10. Gustavus S. Paine, The Men Behind the KJV (Grand Rapids: Baker, 1959), p. 93.
11. Ibid., p. 96.
12. Thomas Smith, Select Memoirs of the Lives, Labors, and Sufferings of those Pious and Learned English and Scottish Divines (Glasgow: D. Mackenzie, 1828), p. 322.
13. N.A., The Bible Christian (Belfast: Simms & M’Intyre, 1843), pp. 155-162.
14. Phil Stringer, The Faithful Baptist Witness (Haines City: Landmark Baptist Press, 1998), p. 7. Cited in Norris, p. 58.
15. The Christian Pioneer, Vol. 17, by James Hedderwick (Cambridge, MA: Harvard University Press, 1843), p. 167.
16. N. A., The Bible Christian, (Belfast: Simms & M’Intyre, 1843), p. 158.
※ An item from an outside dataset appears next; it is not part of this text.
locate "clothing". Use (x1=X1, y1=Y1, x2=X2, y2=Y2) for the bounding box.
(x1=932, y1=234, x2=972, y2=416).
17. History of the first 14 years of King James”; quoted in The Christian Pioneer, Vol. 17, by James Hedderwick (Cambridge, MA: Harvard University, 1843), p. 163,164.
18. Ibid., p. 163.
19. Ibid.
20. Ibid, p. 168.
21. Timothy Cohen, in his book The Antichrist and A Cup of Tea (London: Prophecy House, 1998), p. 67, states that “despite the claims of some, the KJV translation was not accomplished entirely apart from the influence of heretics and apostates.” While this particular claim lacks specificity, it is not atypical of many that can be found through research. A number of books and websites affirm the involvement of esoteric Rosicrucians in the development of the KJV. For a thorough examination of the moral record of King James, go to advanceministries.org/Articles/”The King In An Open Closet.” King James did indeed “harrow” [harry] many Pilgrims, Baptists and Puritans out of England. Thousands came to America to escape his tyrannical and harsh rule.
22. http://www.evangelicaloutreach.org/kjvonly.htm.
23. Adam Nicolson, God’s Secretaries: The Making of the King James Bible (Harper Perennial Publishers, 2005), p. 100.
24. Gustavus S. Paine, The Men Behind the KJV (Grand Rapids: Baker Book House, 1979), pp. 40,69.